Concepedia

TLDR

Shear‑wave velocity (Vs) is a fundamental soil property used to assess seismic liquefaction resistance. The study reports an 11‑year international effort to collect Vs data and develop probabilistic correlations for seismic soil liquefaction. The authors measured Vs at 301 new liquefaction sites worldwide, merged the data with existing cases to create a 422‑entry catalog, and applied Bayesian regression and structural reliability analysis to produce probabilistic liquefaction correlations. The new catalog confirms that most cases overlap prior penetration tests, and the probabilistic analysis reduces overall uncertainty while addressing adjustments for soil fines and magnitude scaling.

Abstract

Shear-wave velocity (Vs) offers a means to determine the seismic resistance of soil to liquefaction by a fundamental soil property. This paper presents the results of an 11-year international project to gather new Vs site data and develop probabilistic correlations for seismic soil liquefaction occurrence. Toward that objective, shear-wave velocity test sites were identified, and measurements made for 301 new liquefaction field case histories in China, Japan, Taiwan, Greece, and the United States over a decade. The majority of these new case histories reoccupy those previously investigated by penetration testing. These new data are combined with previously published case histories to build a global catalog of 422 case histories of Vs liquefaction performance. Bayesian regression and structural reliability methods facilitate a probabilistic treatment of the Vs catalog for performance-based engineering applications. Where possible, uncertainties of the variables comprising both the seismic demand and the soil capacity were estimated and included in the analysis, resulting in greatly reduced overall model uncertainty relative to previous studies. The presented data set and probabilistic analysis also help resolve the ancillary issues of adjustment for soil fines content and magnitude scaling factors.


PROBLEM TO SOLVE ::
Your answer needs to include each line of the records in which the string "icon" can be found.

SOURCE MATERIAL ::
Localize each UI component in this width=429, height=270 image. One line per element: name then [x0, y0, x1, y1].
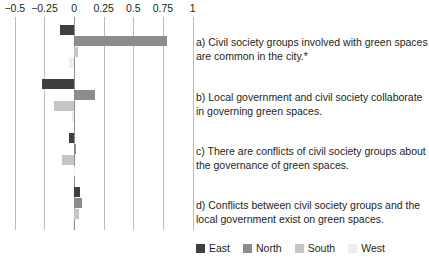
statement-b: b) Local government and civil society co…: [196, 91, 429, 118]
legend-label: North: [256, 242, 282, 254]
axis-tick-label: −0.5: [4, 2, 25, 15]
bar-group: [0, 25, 200, 69]
bar: [74, 90, 95, 100]
legend-swatch-icon: [196, 244, 205, 253]
legend-label: South: [308, 242, 335, 254]
bar: [74, 144, 76, 154]
diverging-bar-chart: −0.5−0.2500.250.50.751 a) Civil society …: [0, 0, 429, 270]
bar: [74, 198, 82, 208]
bar: [72, 112, 74, 122]
bar: [74, 187, 80, 197]
legend-swatch-icon: [295, 244, 304, 253]
plot-area: [0, 17, 200, 230]
axis-tick-label: 0: [71, 2, 77, 15]
bar: [54, 101, 74, 111]
axis-tick-label: 0.75: [153, 2, 173, 15]
bar-group: [0, 187, 200, 231]
bar: [62, 155, 74, 165]
axis-tick-label: −0.25: [31, 2, 58, 15]
legend-item-south[interactable]: South: [295, 242, 335, 254]
statement-a: a) Civil society groups involved with gr…: [196, 36, 429, 63]
axis-tick-label: 0.5: [126, 2, 141, 15]
axis-tick-label: 0.25: [93, 2, 113, 15]
chart-legend: EastNorthSouthWest: [196, 240, 429, 256]
x-axis-tick-labels: −0.5−0.2500.250.50.751: [0, 2, 200, 18]
bar: [74, 166, 75, 176]
bar: [69, 133, 74, 143]
bar: [73, 220, 74, 230]
bar: [74, 36, 166, 46]
axis-tick-label: 1: [190, 2, 196, 15]
bar-group: [0, 133, 200, 177]
legend-label: West: [361, 242, 385, 254]
legend-swatch-icon: [348, 244, 357, 253]
bar: [74, 47, 78, 57]
bar: [69, 58, 74, 68]
bar-group: [0, 79, 200, 123]
bar: [60, 25, 74, 35]
statement-c: c) There are conflicts of civil society …: [196, 145, 429, 172]
statement-d: d) Conflicts between civil society group…: [196, 199, 429, 226]
bar: [42, 79, 74, 89]
legend-item-north[interactable]: North: [243, 242, 282, 254]
legend-label: East: [209, 242, 230, 254]
legend-item-east[interactable]: East: [196, 242, 230, 254]
bar: [74, 209, 79, 219]
legend-swatch-icon: [243, 244, 252, 253]
legend-item-west[interactable]: West: [348, 242, 385, 254]
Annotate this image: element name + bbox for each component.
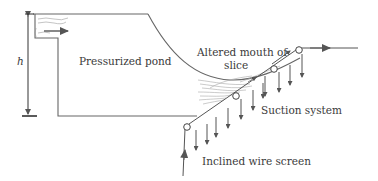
wire-label: Inclined wire screen	[202, 156, 311, 167]
pond-label: Pressurized pond	[79, 56, 172, 67]
inlet-flow	[35, 18, 68, 37]
suction-label: Suction system	[261, 105, 342, 116]
roller-3	[271, 66, 278, 73]
roller-2	[233, 93, 240, 100]
headbox-diagram	[0, 0, 378, 181]
mouth-label-line1: Altered mouth of	[197, 47, 287, 58]
mouth-label-line2: slice	[224, 60, 248, 71]
height-label: h	[17, 56, 24, 67]
roller-4	[296, 47, 303, 54]
roller-1	[184, 124, 191, 131]
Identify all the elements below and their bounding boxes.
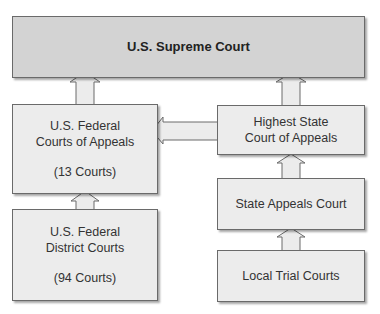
node-count: (13 Courts) — [54, 164, 117, 180]
node-highest-state-court: Highest State Court of Appeals — [217, 105, 365, 155]
node-federal-courts-of-appeals: U.S. Federal Courts of Appeals (13 Court… — [12, 104, 158, 194]
node-local-trial-courts: Local Trial Courts — [217, 250, 365, 302]
node-label-line1: U.S. Federal — [50, 224, 120, 240]
arrow-up-icon — [277, 228, 305, 251]
node-label-line1: U.S. Federal — [50, 118, 120, 134]
node-label-line2: Court of Appeals — [245, 130, 337, 146]
node-us-supreme-court: U.S. Supreme Court — [12, 16, 365, 78]
node-label-line1: Highest State — [253, 114, 328, 130]
arrow-up-icon — [277, 154, 305, 179]
node-label-line2: District Courts — [46, 240, 124, 256]
node-label: U.S. Supreme Court — [127, 39, 250, 55]
node-label: State Appeals Court — [235, 196, 346, 212]
arrow-left-icon — [152, 117, 218, 144]
node-count: (94 Courts) — [54, 270, 117, 286]
node-label: Local Trial Courts — [242, 268, 339, 284]
node-label-line2: Courts of Appeals — [36, 134, 135, 150]
node-federal-district-courts: U.S. Federal District Courts (94 Courts) — [12, 209, 158, 301]
node-state-appeals-court: State Appeals Court — [217, 178, 365, 230]
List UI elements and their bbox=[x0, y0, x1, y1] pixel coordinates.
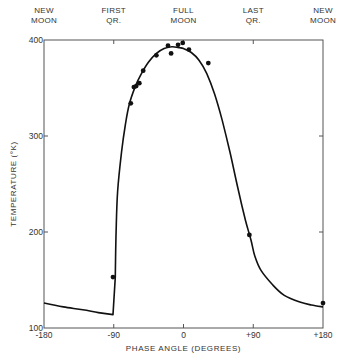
x-axis-ticks: -180-900+90+180 bbox=[35, 324, 332, 340]
data-point bbox=[128, 101, 133, 106]
y-axis-ticks: 100200300400 bbox=[29, 35, 323, 333]
y-tick-label: 300 bbox=[29, 131, 43, 141]
phase-label-line1: FIRST bbox=[101, 6, 126, 15]
x-axis-title: PHASE ANGLE (DEGREES) bbox=[126, 344, 241, 353]
data-point bbox=[176, 42, 181, 47]
observed-data-points bbox=[111, 40, 326, 305]
phase-label-line2: QR. bbox=[106, 16, 121, 25]
temperature-curve bbox=[44, 47, 323, 315]
x-tick-label: -90 bbox=[108, 330, 121, 340]
plot-frame bbox=[44, 40, 323, 328]
data-point bbox=[180, 40, 185, 45]
data-point bbox=[137, 81, 142, 86]
phase-label-line2: MOON bbox=[31, 16, 57, 25]
data-point bbox=[206, 61, 211, 66]
data-point bbox=[169, 51, 174, 56]
phase-label-line1: LAST bbox=[243, 6, 264, 15]
y-tick-label: 200 bbox=[29, 227, 43, 237]
phase-label-line2: MOON bbox=[310, 16, 336, 25]
data-point bbox=[247, 232, 252, 237]
y-tick-label: 400 bbox=[29, 35, 43, 45]
phase-label-line2: MOON bbox=[170, 16, 196, 25]
data-point bbox=[187, 47, 192, 52]
data-point bbox=[141, 68, 146, 73]
data-point bbox=[111, 275, 116, 280]
data-point bbox=[154, 53, 159, 58]
x-tick-label: +90 bbox=[246, 330, 261, 340]
lunar-phase-labels: NEWMOONFIRSTQR.FULLMOONLASTQR.NEWMOON bbox=[31, 6, 336, 44]
y-axis-title: TEMPERATURE (°K) bbox=[9, 141, 18, 227]
phase-temperature-chart: NEWMOONFIRSTQR.FULLMOONLASTQR.NEWMOON 10… bbox=[0, 0, 346, 359]
x-tick-label: -180 bbox=[35, 330, 52, 340]
x-tick-label: 0 bbox=[181, 330, 186, 340]
phase-label-line2: QR. bbox=[246, 16, 261, 25]
data-point bbox=[321, 301, 326, 306]
data-point bbox=[166, 43, 171, 48]
phase-label-line1: FULL bbox=[173, 6, 194, 15]
phase-label-line1: NEW bbox=[313, 6, 333, 15]
phase-label-line1: NEW bbox=[34, 6, 54, 15]
x-tick-label: +180 bbox=[313, 330, 332, 340]
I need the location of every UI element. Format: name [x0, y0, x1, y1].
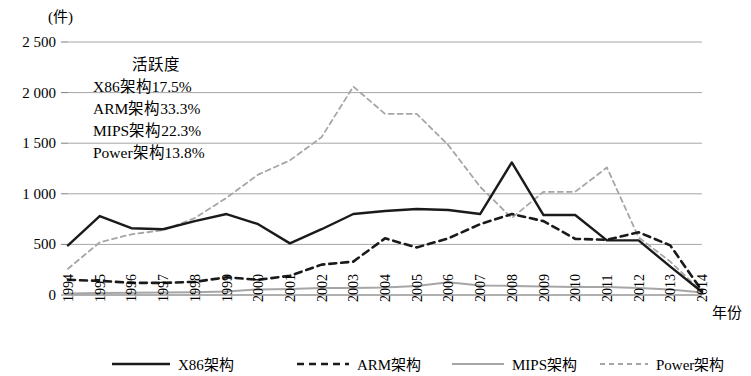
- gridlines-group: 05001 0001 5002 0002 500: [22, 34, 702, 303]
- legend: X86架构ARM架构MIPS架构Power架构: [112, 357, 724, 373]
- annotation-title: 活跃度: [132, 56, 180, 73]
- x-tick-label: 1999: [220, 274, 235, 302]
- x-tick-label: 1998: [188, 274, 203, 302]
- x-tick-label: 2002: [315, 274, 330, 302]
- annotation-line: MIPS架构22.3%: [93, 122, 201, 139]
- x-tick-label: 2010: [568, 274, 583, 302]
- x-axis-title: 年份: [712, 305, 742, 321]
- line-chart: (件)05001 0001 5002 0002 5001994199519961…: [0, 0, 751, 376]
- x-tick-label: 2003: [346, 274, 361, 302]
- x-tick-label: 2012: [632, 274, 647, 302]
- series-line-power: [68, 87, 702, 292]
- y-tick-label: 0: [49, 287, 57, 303]
- annotation-line: ARM架构33.3%: [93, 100, 200, 117]
- x-tick-label: 1996: [124, 274, 139, 302]
- legend-label-power: Power架构: [656, 357, 724, 373]
- x-tick-label: 2007: [473, 274, 488, 302]
- y-tick-label: 2 000: [22, 85, 56, 101]
- legend-label-mips: MIPS架构: [512, 357, 577, 373]
- x-tick-label: 2006: [441, 274, 456, 302]
- x-tick-label: 2011: [600, 275, 615, 302]
- y-axis-unit-label: (件): [48, 9, 73, 26]
- x-tick-label: 2000: [251, 274, 266, 302]
- x-tick-label: 2001: [283, 274, 298, 302]
- x-tick-label: 2008: [505, 274, 520, 302]
- x-tick-label: 1994: [61, 274, 76, 302]
- x-axis-labels-group: 1994199519961997199819992000200120022003…: [61, 274, 710, 302]
- legend-label-x86: X86架构: [178, 357, 234, 373]
- annotation-line: Power架构13.8%: [93, 144, 205, 161]
- y-tick-label: 500: [34, 236, 57, 252]
- x-tick-label: 1995: [93, 274, 108, 302]
- x-tick-label: 2013: [663, 274, 678, 302]
- y-tick-label: 1 500: [22, 135, 56, 151]
- series-line-x86: [68, 162, 702, 292]
- legend-label-arm: ARM架构: [357, 357, 421, 373]
- y-tick-label: 2 500: [22, 34, 56, 50]
- y-tick-label: 1 000: [22, 186, 56, 202]
- series-group: [68, 87, 702, 294]
- x-tick-label: 1997: [156, 274, 171, 302]
- x-tick-label: 2014: [695, 274, 710, 302]
- x-tick-label: 2009: [537, 274, 552, 302]
- chart-container: (件)05001 0001 5002 0002 5001994199519961…: [0, 0, 751, 376]
- annotation-line: X86架构17.5%: [93, 78, 192, 95]
- x-tick-label: 2005: [410, 274, 425, 302]
- x-tick-label: 2004: [378, 274, 393, 302]
- annotation-block: 活跃度X86架构17.5%ARM架构33.3%MIPS架构22.3%Power架…: [93, 56, 205, 161]
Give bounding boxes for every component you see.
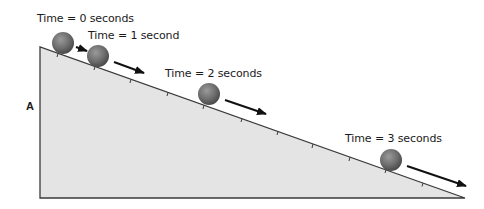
- motion-arrow-3: [225, 100, 266, 114]
- ball-time-1: [87, 45, 109, 67]
- inclined-plane-diagram: A Time = 0 seconds Time = 1 second Time …: [0, 0, 484, 209]
- ball-time-3: [380, 149, 402, 171]
- side-label-a: A: [26, 100, 34, 112]
- label-time-2: Time = 2 seconds: [165, 67, 262, 80]
- motion-arrow-2: [114, 62, 144, 73]
- label-time-0: Time = 0 seconds: [37, 12, 134, 25]
- label-time-1: Time = 1 second: [88, 29, 179, 42]
- label-time-3: Time = 3 seconds: [345, 132, 442, 145]
- diagram-canvas: [0, 0, 484, 209]
- motion-arrow-1: [76, 47, 87, 51]
- ball-time-2: [198, 83, 220, 105]
- ball-time-0: [52, 32, 74, 54]
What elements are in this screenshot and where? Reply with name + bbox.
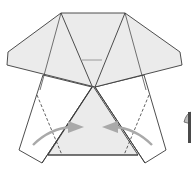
partial-symbol-right-edge bbox=[184, 112, 191, 143]
top-flap bbox=[7, 13, 182, 87]
origami-diagram bbox=[0, 0, 191, 171]
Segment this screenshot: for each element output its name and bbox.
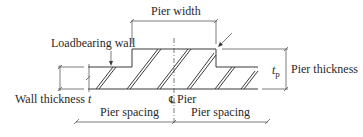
- pier-thickness-symbol: tp: [272, 63, 280, 79]
- wall-hatching: [96, 49, 258, 89]
- corner-pointer-arrow: [218, 33, 232, 47]
- centerline-pier-label: ℄Pier: [168, 92, 196, 106]
- wall-thickness-label: Wall thickness t: [15, 92, 92, 106]
- pier-spacing-left-label: Pier spacing: [100, 105, 159, 119]
- pier-spacing-right-label: Pier spacing: [191, 105, 250, 119]
- pier-thickness-label: Pier thickness: [291, 62, 358, 76]
- wall-thickness-dimension: [58, 65, 84, 91]
- pier-spacing-dimension: [74, 119, 270, 124]
- pier-wall-diagram: Pier width Loadbearing wall tp Pier thic…: [0, 0, 363, 137]
- pier-width-label: Pier width: [151, 4, 201, 18]
- loadbearing-wall-label: Loadbearing wall: [51, 36, 136, 50]
- wall-thickness-small-marker: [86, 64, 90, 92]
- loadbearing-wall-leader: [109, 51, 113, 66]
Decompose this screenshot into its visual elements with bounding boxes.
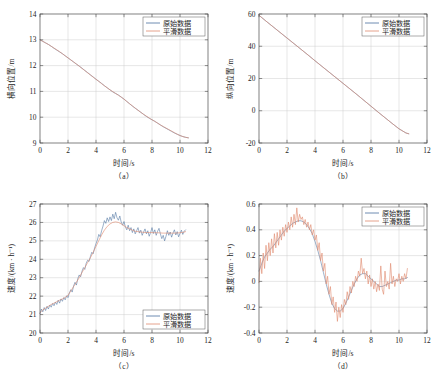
- chart-panel-b: 024681012-200204060时间/s（b）纵向位置/m原始数据平滑数据: [219, 0, 437, 189]
- panel-caption-d: （d）: [333, 362, 353, 371]
- y-tick-label: 9: [33, 139, 37, 148]
- y-tick-label: 27: [29, 200, 37, 209]
- y-tick-label: 0: [252, 106, 256, 115]
- chart-panel-c: 0246810122021222324252627时间/s（c）速度/(km ·…: [0, 190, 218, 379]
- x-axis-title-d: 时间/s: [332, 348, 353, 358]
- x-tick-label: 12: [204, 146, 212, 155]
- x-tick-label: 0: [38, 146, 42, 155]
- y-tick-label: 11: [29, 87, 36, 96]
- chart-panel-a: 02468101291011121314时间/s（a）横向位置/m原始数据平滑数…: [0, 0, 218, 189]
- x-axis-title-c: 时间/s: [113, 348, 134, 358]
- x-tick-label: 8: [369, 336, 373, 345]
- y-tick-label: 60: [248, 10, 256, 19]
- panel-caption-c: （c）: [114, 362, 133, 371]
- x-tick-label: 2: [285, 146, 289, 155]
- plot-d: 024681012-0.4-0.200.20.40.6时间/s（d）速度/(km…: [219, 190, 437, 379]
- y-tick-label: 23: [29, 273, 37, 282]
- x-tick-label: 6: [341, 146, 345, 155]
- x-axis-title-a: 时间/s: [113, 158, 134, 168]
- x-tick-label: 4: [313, 336, 317, 345]
- x-tick-label: 8: [150, 146, 154, 155]
- legend-a: 原始数据平滑数据: [143, 17, 205, 36]
- panel-caption-b: （b）: [333, 172, 353, 181]
- y-tick-label: 40: [248, 42, 256, 51]
- legend-label-raw: 原始数据: [163, 19, 191, 28]
- y-axis-title-d: 速度/(km · h⁻¹): [225, 243, 235, 293]
- plot-c: 0246810122021222324252627时间/s（c）速度/(km ·…: [0, 190, 218, 379]
- y-tick-label: 22: [29, 292, 37, 301]
- x-tick-label: 4: [313, 146, 317, 155]
- x-tick-label: 2: [285, 336, 289, 345]
- x-tick-label: 12: [423, 336, 431, 345]
- y-tick-label: 14: [29, 10, 37, 19]
- y-tick-label: 20: [248, 74, 256, 83]
- x-tick-label: 4: [94, 146, 98, 155]
- legend-label-raw: 原始数据: [382, 19, 410, 28]
- legend-label-raw: 原始数据: [163, 312, 191, 321]
- legend-label-smooth: 平滑数据: [163, 27, 191, 36]
- x-tick-label: 10: [395, 146, 403, 155]
- y-tick-label: 0.6: [246, 200, 256, 209]
- y-tick-label: 0.4: [246, 225, 256, 234]
- y-axis-title-b: 纵向位置/m: [225, 58, 235, 98]
- x-tick-label: 12: [204, 336, 212, 345]
- x-tick-label: 8: [150, 336, 154, 345]
- y-tick-label: -20: [246, 139, 256, 148]
- y-tick-label: 0.2: [246, 251, 256, 260]
- y-tick-label: 26: [29, 218, 37, 227]
- y-tick-label: 24: [29, 255, 37, 264]
- legend-label-smooth: 平滑数据: [382, 217, 410, 226]
- legend-label-smooth: 平滑数据: [382, 27, 410, 36]
- y-tick-label: 25: [29, 236, 37, 245]
- y-tick-label: 0: [252, 277, 256, 286]
- x-tick-label: 10: [395, 336, 403, 345]
- x-tick-label: 12: [423, 146, 431, 155]
- plot-a: 02468101291011121314时间/s（a）横向位置/m原始数据平滑数…: [0, 0, 218, 189]
- x-tick-label: 0: [257, 336, 261, 345]
- figure-root: 02468101291011121314时间/s（a）横向位置/m原始数据平滑数…: [0, 0, 437, 379]
- panel-caption-a: （a）: [114, 172, 133, 181]
- x-tick-label: 4: [94, 336, 98, 345]
- x-tick-label: 0: [38, 336, 42, 345]
- x-tick-label: 6: [122, 336, 126, 345]
- x-tick-label: 6: [341, 336, 345, 345]
- x-tick-label: 10: [176, 336, 184, 345]
- legend-d: 原始数据平滑数据: [362, 207, 424, 226]
- y-tick-label: 12: [29, 61, 37, 70]
- x-tick-label: 8: [369, 146, 373, 155]
- y-tick-label: 13: [29, 35, 37, 44]
- x-tick-label: 0: [257, 146, 261, 155]
- y-tick-label: -0.2: [244, 303, 256, 312]
- plot-b: 024681012-200204060时间/s（b）纵向位置/m原始数据平滑数据: [219, 0, 437, 189]
- y-axis-title-a: 横向位置/m: [6, 58, 16, 98]
- legend-label-raw: 原始数据: [382, 209, 410, 218]
- y-axis-title-c: 速度/(km · h⁻¹): [6, 243, 16, 293]
- y-tick-label: -0.4: [244, 329, 256, 338]
- x-tick-label: 6: [122, 146, 126, 155]
- y-tick-label: 21: [29, 310, 37, 319]
- legend-label-smooth: 平滑数据: [163, 320, 191, 329]
- y-tick-label: 20: [29, 329, 37, 338]
- x-tick-label: 10: [176, 146, 184, 155]
- legend-b: 原始数据平滑数据: [362, 17, 424, 36]
- legend-c: 原始数据平滑数据: [143, 310, 205, 329]
- y-tick-label: 10: [29, 113, 37, 122]
- x-tick-label: 2: [66, 336, 70, 345]
- x-axis-title-b: 时间/s: [332, 158, 353, 168]
- chart-panel-d: 024681012-0.4-0.200.20.40.6时间/s（d）速度/(km…: [219, 190, 437, 379]
- x-tick-label: 2: [66, 146, 70, 155]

YOUR RESPONSE ::
legend-swatch-icon: [196, 244, 205, 253]
legend-swatch-icon: [295, 244, 304, 253]
legend-swatch-icon: [348, 244, 357, 253]
legend-swatch-icon: [243, 244, 252, 253]
arrow-up-icon — [277, 228, 305, 251]
arrow-up-icon — [277, 154, 305, 179]
arrow-left-icon — [152, 117, 218, 144]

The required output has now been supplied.